Here’s what I’d recommend:
- Open the Telarus Hub and run Supplier Matrix Pro on your next networking opportunity. Filter for NaaS and see who fits.
- Engage Telarus Sales Engineering before your next discovery call. Our team places NaaS deals every day, and we’ll help you ask the right questions—and avoid the wrong ones.
- Add the Telarus blog and Next Level BizTech podcast to your toolkit so you stay ahead of the next shift before it lands in your customer’s RFP.
NaaS is not a marketing term you can afford to ignore. It’s the new operating model for the network layer, and the customers who are buying it want advisors who understand both the technology and the business reasons driving the change.
The good news? You don’t have to figure it out alone. You’ve got a team behind you that’s been through every phase of this evolution, watched the acronyms come and go, and built the tools to help you win the deals that matter.
So the next time a customer says, “We’re thinking about refreshing the network”—smile, lean in, and ask the better question.
That’s where the wins start.
FAQ: What Technology Advisors Are Asking About Network as a Service
What is Network as a Service (NaaS)?
NaaS is a subscription-based model for consuming network infrastructure. NaaS may include connectivity, management, security, and lifecycle operations.
Is NaaS a new technology breakthrough?
While NaaS is now generating considerable interest from large organizations, the concept has been around for more than a decade. Recent technological advancements make NaaS more practical, helping accelerate adoption.
How is NaaS different from managed services?
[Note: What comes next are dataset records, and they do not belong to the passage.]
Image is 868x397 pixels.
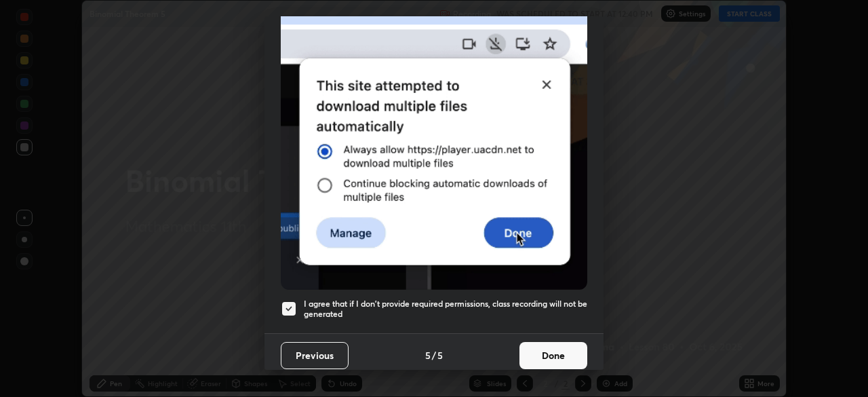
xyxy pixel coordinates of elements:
[304,298,587,320] h5: I agree that if I don't provide required permissions, class recording will not be generated
[519,342,587,369] button: Done
[426,348,431,362] h4: 5
[433,348,436,362] h4: /
[437,348,442,362] h4: 5
[281,342,349,369] button: Previous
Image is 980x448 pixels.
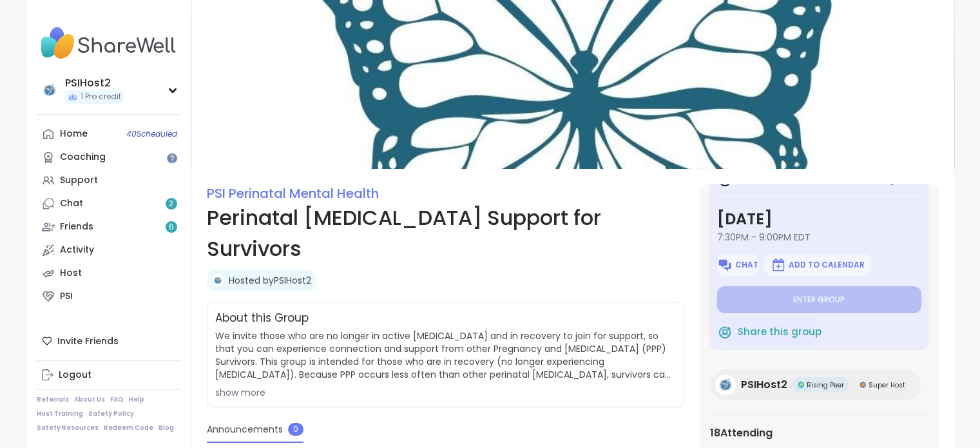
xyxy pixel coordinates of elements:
button: Add to Calendar [765,254,871,276]
a: Coaching [37,146,180,169]
span: Super Host [868,380,905,390]
span: 1 Pro credit [80,92,122,103]
img: PSIHost2 [40,80,60,101]
a: Host [37,261,180,285]
span: 0 [288,423,304,436]
h1: Perinatal [MEDICAL_DATA] Support for Survivors [207,203,685,264]
div: PSIHost2 [65,76,123,90]
div: Chat [60,197,83,210]
a: Safety Resources [37,424,98,433]
img: ShareWell Nav Logo [37,21,180,66]
img: ShareWell Logomark [771,257,786,273]
h2: About this Group [215,310,309,327]
span: 6 [168,222,174,233]
span: Chat [735,260,758,270]
div: Home [60,128,87,141]
img: PSIHost2 [212,274,224,287]
img: PSIHost2 [715,375,736,396]
img: Rising Peer [798,382,804,389]
div: Host [60,267,82,280]
a: Redeem Code [104,424,153,433]
div: Logout [59,369,92,382]
button: Share this group [717,318,821,345]
a: Blog [159,424,174,433]
a: PSIHost2PSIHost2Rising PeerRising PeerSuper HostSuper Host [710,370,921,400]
a: Activity [37,239,180,261]
a: About Us [74,396,105,405]
img: Super Host [859,382,867,389]
a: Friends6 [37,215,180,239]
a: Hosted byPSIHost2 [229,274,312,287]
span: Enter group [794,295,845,305]
span: 7:30PM - 9:00PM EDT [717,231,921,243]
span: 18 Attending [710,425,773,441]
span: Rising Peer [807,380,844,390]
div: Friends [60,221,94,233]
a: Host Training [37,409,83,418]
span: We invite those who are no longer in active [MEDICAL_DATA] and in recovery to join for support, s... [215,330,676,381]
button: Enter group [717,287,921,314]
span: PSIHost2 [741,378,787,393]
a: PSI [37,285,180,308]
a: Referrals [37,396,69,405]
img: ShareWell Logomark [717,257,733,273]
h3: [DATE] [717,207,921,231]
div: Invite Friends [37,330,180,352]
span: Announcements [207,423,283,436]
a: Chat2 [37,192,180,215]
span: 2 [168,198,173,210]
a: FAQ [110,396,123,405]
button: Chat [717,254,759,276]
a: Support [37,169,180,192]
a: Help [129,396,144,405]
img: ShareWell Logomark [717,325,733,340]
iframe: Spotlight [167,153,177,163]
div: PSI [60,290,73,303]
span: Add to Calendar [789,260,865,270]
div: Coaching [60,151,105,164]
span: Share this group [738,325,821,340]
div: show more [215,387,676,399]
a: PSI Perinatal Mental Health [207,185,379,203]
a: Home40Scheduled [37,123,180,146]
span: 40 Scheduled [126,129,177,140]
div: Support [60,174,98,187]
div: Activity [60,243,94,257]
a: Safety Policy [88,409,134,418]
a: Logout [37,364,180,387]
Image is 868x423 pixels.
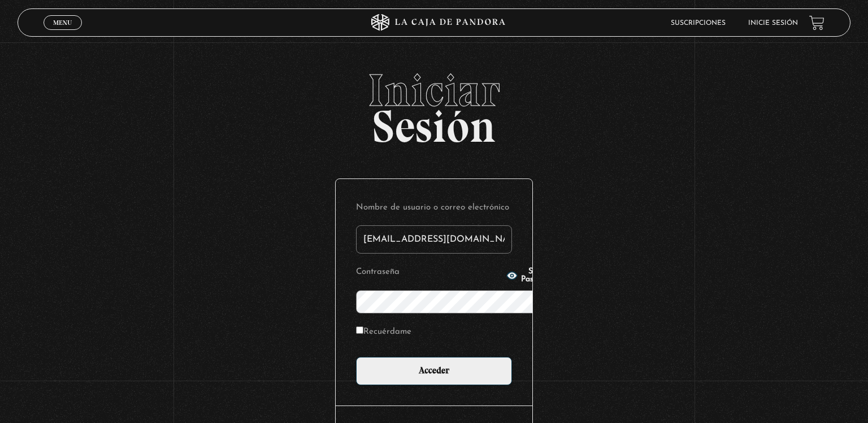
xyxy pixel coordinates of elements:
[507,268,554,284] button: Show Password
[521,268,554,284] span: Show Password
[18,67,851,113] span: Iniciar
[810,14,825,30] a: View your shopping cart
[18,67,851,140] h2: Sesión
[748,20,798,27] a: Inicie sesión
[49,29,76,37] span: Cerrar
[356,264,503,281] label: Contraseña
[356,327,363,334] input: Recuérdame
[356,357,512,385] input: Acceder
[356,199,512,217] label: Nombre de usuario o correo electrónico
[671,20,726,27] a: Suscripciones
[53,19,72,26] span: Menu
[356,323,412,341] label: Recuérdame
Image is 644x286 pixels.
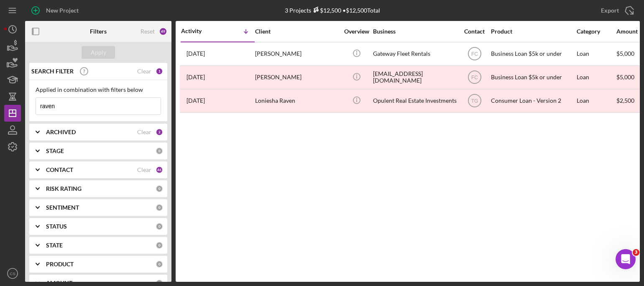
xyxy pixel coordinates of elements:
div: Apply [91,46,106,59]
div: Category [577,28,616,35]
div: Clear [137,68,151,74]
div: Applied in combination with filters below [36,86,161,93]
div: Loniesha Raven [255,89,339,112]
div: Activity [181,28,218,34]
div: Opulent Real Estate Investments [373,89,457,112]
div: $12,500 [312,7,342,14]
span: 3 [633,248,640,255]
div: 0 [155,222,163,230]
div: Loan [577,66,616,89]
b: SENTIMENT [46,204,79,211]
text: FC [471,51,478,57]
div: [PERSON_NAME] [255,43,339,65]
b: Filters [90,28,107,35]
div: [PERSON_NAME] [255,66,339,89]
time: 2023-05-16 20:37 [186,97,205,104]
div: Clear [137,129,151,135]
div: Export [601,3,619,19]
div: 1 [155,68,163,75]
b: PRODUCT [46,261,74,268]
div: Business Loan $5k or under [491,66,575,89]
b: SEARCH FILTER [32,68,74,74]
div: [EMAIL_ADDRESS][DOMAIN_NAME] [373,66,457,89]
div: Gateway Fleet Rentals [373,43,457,65]
text: FC [471,74,478,80]
div: Loan [577,89,616,112]
time: 2025-10-05 02:08 [186,50,205,57]
div: 2 [155,128,163,135]
div: Loan [577,43,616,65]
div: Reset [140,28,155,35]
b: CONTACT [46,166,74,173]
div: Overview [341,28,373,35]
text: TG [471,98,478,104]
div: 3 Projects • $12,500 Total [285,7,380,14]
b: ARCHIVED [46,129,76,135]
div: Client [255,28,339,35]
button: New Project [25,3,87,19]
iframe: Intercom live chat [616,248,636,269]
div: 0 [155,147,163,155]
b: STAGE [46,147,64,154]
b: RISK RATING [46,185,82,192]
div: 0 [155,203,163,211]
button: CS [4,265,21,282]
button: Export [593,3,640,19]
div: Clear [137,166,151,173]
time: 2025-09-05 15:57 [186,74,205,80]
div: Business Loan $5k or under [491,43,575,65]
div: 0 [155,185,163,192]
div: 0 [155,260,163,268]
b: STATUS [46,222,67,229]
div: 0 [155,241,163,248]
div: Business [373,28,457,35]
div: Product [491,28,575,35]
div: Consumer Loan - Version 2 [491,89,575,112]
div: 49 [159,28,167,36]
div: 46 [155,166,163,173]
span: $5,000 [616,50,635,57]
text: CS [10,271,15,276]
div: Contact [459,28,490,35]
div: New Project [46,3,79,19]
b: STATE [46,242,63,248]
button: Apply [82,46,115,59]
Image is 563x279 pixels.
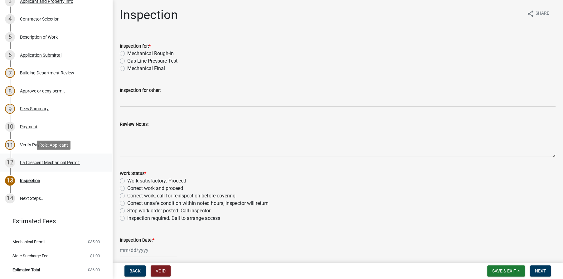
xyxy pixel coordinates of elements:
[120,244,177,257] input: mm/dd/yyyy
[12,254,48,258] span: State Surcharge Fee
[5,50,15,60] div: 6
[5,158,15,168] div: 12
[522,7,554,20] button: shareShare
[20,179,40,183] div: Inspection
[90,254,100,258] span: $1.00
[127,207,211,215] label: Stop work order posted. Call inspector
[127,185,183,192] label: Correct work and proceed
[20,107,49,111] div: Fees Summary
[120,44,151,49] label: Inspection for:
[124,266,146,277] button: Back
[527,10,534,17] i: share
[535,269,546,274] span: Next
[20,17,60,21] div: Contractor Selection
[127,177,186,185] label: Work satisfactory: Proceed
[5,68,15,78] div: 7
[120,89,161,93] label: Inspection for other:
[127,57,177,65] label: Gas Line Pressure Test
[120,239,154,243] label: Inspection Date:
[20,89,65,93] div: Approve or deny permit
[120,172,146,176] label: Work Status
[20,71,74,75] div: Building Department Review
[88,268,100,272] span: $36.00
[5,104,15,114] div: 9
[5,122,15,132] div: 10
[37,141,70,150] div: Role: Applicant
[88,240,100,244] span: $35.00
[5,176,15,186] div: 13
[492,269,516,274] span: Save & Exit
[530,266,551,277] button: Next
[12,240,46,244] span: Mechanical Permit
[536,10,549,17] span: Share
[5,215,102,228] a: Estimated Fees
[5,14,15,24] div: 4
[127,200,269,207] label: Correct unsafe condition within noted hours, inspector will return
[120,123,148,127] label: Review Notes:
[127,192,236,200] label: Correct work, call for reinspection before covering
[127,50,174,57] label: Mechanical Rough-in
[151,266,171,277] button: Void
[12,268,40,272] span: Estimated Total
[127,65,165,72] label: Mechanical Final
[20,161,80,165] div: La Crescent Mechanical Permit
[120,7,178,22] h1: Inspection
[20,143,50,147] div: Verify Payment
[5,32,15,42] div: 5
[127,215,220,222] label: Inspection required. Call to arrange access
[20,35,58,39] div: Description of Work
[5,86,15,96] div: 8
[5,194,15,204] div: 14
[487,266,525,277] button: Save & Exit
[20,53,61,57] div: Application Submittal
[129,269,141,274] span: Back
[5,140,15,150] div: 11
[20,125,37,129] div: Payment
Traditional managed services typically involve owning the hardware, while a third-party organization manages it. NaaS delivers network infrastructure through a flexible, subscription-based service that incorporates cloud-native technologies, automation, and ongoing lifecycle management.
Is NaaS right for every organization?
While NaaS offers numerous advantages, it’s not a fit for every organization. Before offering NaaS, advisors should ask discovery questions, evaluate business requirements, and identify potential barriers to adoption.